OpenIAM | Blog

Identity Governance in a Hybrid Environment with OpenIAM

Written by Ameet Shah | Dec 20, 2023 7:33:40 PM

Many mid to large corporations today have environments which consist of both on-premises and SaaS solutions that are constantly growing in number. These companies may also utilize one or more cloud providers. Managing identities across this diverse landscape can be challenging in the absence of a suitable IAM platform. Consider the effort to:

  • Create identities for each user across these applications
  • Discover all the accounts that need to be disabled when a person leaves the firm
  • Discover all the accounts and entitlements that a person has to support periodic access reviews

Additionally, there is the risk related to not disabling these accounts in a timely manner; how many orphaned accounts are there in the environment today?

At some of our multi-national customers, this landscape increases in complexity as some applications are only available to regional users and others are available to the global user community. The challenges related to globally distributed companies will be explored in detail in an upcoming post.

Aside from the complexity and high cost of managing this diverse landscape, there are additional requirements to enforce security and comply with regulatory mandates. The need for governance has never been higher and traditional IAM solutions were not designed to meet the challenges imposed by this type of environment.

OpenIAM has been helping companies solve these challenges for years by delivering a unified, feature complete IAM platform which has the flexibility to be adapted to each customer’s varying business requirements.

Identity governance functionality

OpenIAM provides a comprehensive set of Identity Governance & Administration (IGA) features that enable control as well as reduce the time and effort needed to manage identities across connected systems. To ensure that users only have access to what they need, OpenIAM provides functionality to:

  • Automate user provisioning/deprovisioning with integration to one or more authoritative sources and downstream systems
  • Manage roles and entitlements
  • Manage birthright access using a business rules engine
  • Control the flow of execution using a workflow engine

The automated lifecycle functionality is complemented by a self-service portal which empowers end-users by allowing them to:

  • Manage their own profile
  • Change/reset their password
  • View their own access. If they have direct reports, they can view their subordinates’ access as well.
  • Request access from a service catalog using a shopping cart paradigm. Requests can be integrated with workflows. All access request workflows in OpenIAM support “n” levels of approval with support for service level agreements and escalations.

To fulfill regulatory requirements, access certification is provided. Access certification contains functionality to:

  • Collect evidence of a user’s access across applications
  • Review access using a streamlined interface
  • Administer the certification campaign via tools which include a progress dashboard and UI functionality which enables delegation to another reviewer, cancellations, and sending notifications.

The OpenIAM Governance platform is described in detail on our Workforce Identity Overview page.

Architecture

The functionality described above is the result of the functionality found in the service layer and integration options enabled by the flexible deployment architecture.

In the diagram above, the services are grouped into categories such as Shared Services and IDM Services. Each category may contain several services. These services may utilize infrastructure services like Vault, where secrets are maintained, or Redis, which is a distributed in-memory cache. Communication between the services is performed through RabbitMQ. Besides decoupling the services, the message bus also allows for services, especially the connectors, to be moved around. Consider the following scenario where OpenIAM is deployed at a cloud service provider but needs to integrate with both cloud and on-premise applications.

Sample deployment architecture using Kubernetes on AWS

The diagram above shows that connectors which need to integrate with on-premise systems are deployed on-premise in a “connector VM”. Each of the connectors in the VM communicate with OpenIAM in the cloud through the message bus. As a result of this model, only one (1) IP address and one (1) port need to be opened regardless of the IP and port requirements of the end application. This communication is further protected over a VPN.

In this example, OpenIAM is already in the cloud and no special access is required to integrate with SaaS applications.

Conclusion

As highlighted above, OpenIAM provides rich business and technical functionality to allow integration with applications regardless of whether they are in the cloud or located on-premise.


Exercise: Only the line with "This screenshot has height=460, width=945." and the lines after it, to the end of the data, should appear in the answer, each reproduced exactly.

Dataset:
--------

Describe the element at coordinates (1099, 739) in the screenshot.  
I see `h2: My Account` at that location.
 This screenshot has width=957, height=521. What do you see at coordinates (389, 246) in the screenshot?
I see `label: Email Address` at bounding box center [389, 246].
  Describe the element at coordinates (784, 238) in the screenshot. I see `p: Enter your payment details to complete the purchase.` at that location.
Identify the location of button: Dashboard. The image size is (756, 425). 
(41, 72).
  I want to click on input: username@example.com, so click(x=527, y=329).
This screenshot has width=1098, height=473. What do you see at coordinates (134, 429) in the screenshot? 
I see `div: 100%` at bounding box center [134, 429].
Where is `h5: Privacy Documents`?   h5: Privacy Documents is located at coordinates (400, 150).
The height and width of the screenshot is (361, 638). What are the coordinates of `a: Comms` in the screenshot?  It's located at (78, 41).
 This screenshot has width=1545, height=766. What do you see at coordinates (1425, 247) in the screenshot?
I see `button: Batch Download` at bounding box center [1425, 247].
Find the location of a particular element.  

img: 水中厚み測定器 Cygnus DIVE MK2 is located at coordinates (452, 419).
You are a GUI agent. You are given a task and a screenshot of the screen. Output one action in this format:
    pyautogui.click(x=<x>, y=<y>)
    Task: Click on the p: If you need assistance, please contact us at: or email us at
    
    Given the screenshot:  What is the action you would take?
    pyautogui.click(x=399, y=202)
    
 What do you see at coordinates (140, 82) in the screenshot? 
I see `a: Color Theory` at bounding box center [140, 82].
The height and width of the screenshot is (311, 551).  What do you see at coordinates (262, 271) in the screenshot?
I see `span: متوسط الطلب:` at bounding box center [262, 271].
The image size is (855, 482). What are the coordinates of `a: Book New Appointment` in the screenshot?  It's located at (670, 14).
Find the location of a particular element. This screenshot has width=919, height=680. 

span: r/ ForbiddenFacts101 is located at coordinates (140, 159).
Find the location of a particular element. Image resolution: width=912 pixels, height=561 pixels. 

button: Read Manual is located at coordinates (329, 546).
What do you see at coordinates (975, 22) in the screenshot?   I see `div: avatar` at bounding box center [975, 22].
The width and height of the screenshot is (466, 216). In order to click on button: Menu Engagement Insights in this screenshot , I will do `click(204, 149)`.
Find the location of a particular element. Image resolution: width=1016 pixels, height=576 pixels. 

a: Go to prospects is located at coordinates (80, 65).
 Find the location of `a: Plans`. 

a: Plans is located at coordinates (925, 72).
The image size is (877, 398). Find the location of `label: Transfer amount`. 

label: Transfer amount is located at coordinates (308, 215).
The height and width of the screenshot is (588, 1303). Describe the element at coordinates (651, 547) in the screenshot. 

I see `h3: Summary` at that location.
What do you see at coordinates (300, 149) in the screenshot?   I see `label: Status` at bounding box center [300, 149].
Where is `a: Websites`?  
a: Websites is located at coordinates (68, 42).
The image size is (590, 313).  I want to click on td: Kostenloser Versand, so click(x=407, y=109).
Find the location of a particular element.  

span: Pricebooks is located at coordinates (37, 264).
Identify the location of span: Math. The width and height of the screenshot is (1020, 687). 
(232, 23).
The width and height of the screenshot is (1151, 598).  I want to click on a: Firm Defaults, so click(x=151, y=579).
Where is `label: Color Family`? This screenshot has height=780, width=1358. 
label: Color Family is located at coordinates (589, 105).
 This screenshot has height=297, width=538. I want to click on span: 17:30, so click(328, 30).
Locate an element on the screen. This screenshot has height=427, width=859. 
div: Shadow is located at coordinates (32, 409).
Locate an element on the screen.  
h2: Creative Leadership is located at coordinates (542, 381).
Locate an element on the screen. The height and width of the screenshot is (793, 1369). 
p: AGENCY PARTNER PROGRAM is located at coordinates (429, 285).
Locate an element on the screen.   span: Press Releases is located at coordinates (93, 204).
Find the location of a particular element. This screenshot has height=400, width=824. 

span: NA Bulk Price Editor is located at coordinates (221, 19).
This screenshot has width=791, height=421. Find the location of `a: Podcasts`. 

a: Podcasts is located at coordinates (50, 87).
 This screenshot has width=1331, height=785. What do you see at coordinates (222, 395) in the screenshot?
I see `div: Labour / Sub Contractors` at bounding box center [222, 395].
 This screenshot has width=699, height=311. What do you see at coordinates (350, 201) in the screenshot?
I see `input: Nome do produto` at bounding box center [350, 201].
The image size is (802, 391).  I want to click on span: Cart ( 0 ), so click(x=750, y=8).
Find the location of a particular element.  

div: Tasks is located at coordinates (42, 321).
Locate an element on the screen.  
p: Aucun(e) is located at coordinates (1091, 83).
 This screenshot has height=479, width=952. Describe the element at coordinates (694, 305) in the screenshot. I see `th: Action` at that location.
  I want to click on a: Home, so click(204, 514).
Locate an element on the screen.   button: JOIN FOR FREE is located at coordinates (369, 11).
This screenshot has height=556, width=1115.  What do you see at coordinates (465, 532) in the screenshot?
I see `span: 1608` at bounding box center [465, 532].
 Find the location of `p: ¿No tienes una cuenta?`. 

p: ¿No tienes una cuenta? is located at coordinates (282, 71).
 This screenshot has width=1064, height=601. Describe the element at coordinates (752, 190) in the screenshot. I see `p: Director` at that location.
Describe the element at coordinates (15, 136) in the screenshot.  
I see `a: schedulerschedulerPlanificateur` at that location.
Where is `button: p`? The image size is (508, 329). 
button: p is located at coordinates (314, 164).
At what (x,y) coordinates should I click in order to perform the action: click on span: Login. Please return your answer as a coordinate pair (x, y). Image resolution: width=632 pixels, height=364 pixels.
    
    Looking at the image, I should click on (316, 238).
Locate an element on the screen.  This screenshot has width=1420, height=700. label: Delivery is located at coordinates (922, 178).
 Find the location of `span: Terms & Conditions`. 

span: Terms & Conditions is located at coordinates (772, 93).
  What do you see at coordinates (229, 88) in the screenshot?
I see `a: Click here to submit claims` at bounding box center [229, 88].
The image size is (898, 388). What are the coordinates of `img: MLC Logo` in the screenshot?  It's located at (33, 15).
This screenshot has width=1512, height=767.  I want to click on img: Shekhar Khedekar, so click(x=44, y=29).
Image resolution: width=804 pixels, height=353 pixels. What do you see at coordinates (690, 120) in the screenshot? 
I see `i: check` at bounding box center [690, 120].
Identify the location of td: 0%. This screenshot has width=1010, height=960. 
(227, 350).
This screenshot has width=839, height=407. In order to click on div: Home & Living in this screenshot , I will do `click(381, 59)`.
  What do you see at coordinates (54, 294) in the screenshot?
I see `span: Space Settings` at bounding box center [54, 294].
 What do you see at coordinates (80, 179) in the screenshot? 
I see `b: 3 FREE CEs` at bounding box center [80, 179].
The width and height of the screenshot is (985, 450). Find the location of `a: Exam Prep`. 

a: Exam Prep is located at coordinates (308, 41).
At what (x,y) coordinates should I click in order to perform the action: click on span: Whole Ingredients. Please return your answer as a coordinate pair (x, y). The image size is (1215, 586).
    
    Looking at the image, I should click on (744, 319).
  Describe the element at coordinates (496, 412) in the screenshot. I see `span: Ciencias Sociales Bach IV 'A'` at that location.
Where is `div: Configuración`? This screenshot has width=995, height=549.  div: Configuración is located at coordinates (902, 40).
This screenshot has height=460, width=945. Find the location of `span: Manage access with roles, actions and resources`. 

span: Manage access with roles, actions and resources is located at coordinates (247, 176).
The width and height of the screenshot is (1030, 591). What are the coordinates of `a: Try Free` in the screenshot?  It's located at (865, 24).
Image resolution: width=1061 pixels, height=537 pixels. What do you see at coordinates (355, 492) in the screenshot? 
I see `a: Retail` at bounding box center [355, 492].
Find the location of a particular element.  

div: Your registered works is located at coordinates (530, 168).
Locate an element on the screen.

--------

Your solution:
This screenshot has height=460, width=945. Find the location of `span: Manage access with roles, actions and resources`. 

span: Manage access with roles, actions and resources is located at coordinates (247, 176).
The width and height of the screenshot is (1030, 591). What are the coordinates of `a: Try Free` in the screenshot?  It's located at (865, 24).
Image resolution: width=1061 pixels, height=537 pixels. What do you see at coordinates (355, 492) in the screenshot? 
I see `a: Retail` at bounding box center [355, 492].
Find the location of a particular element.  

div: Your registered works is located at coordinates (530, 168).
Locate an element on the screen.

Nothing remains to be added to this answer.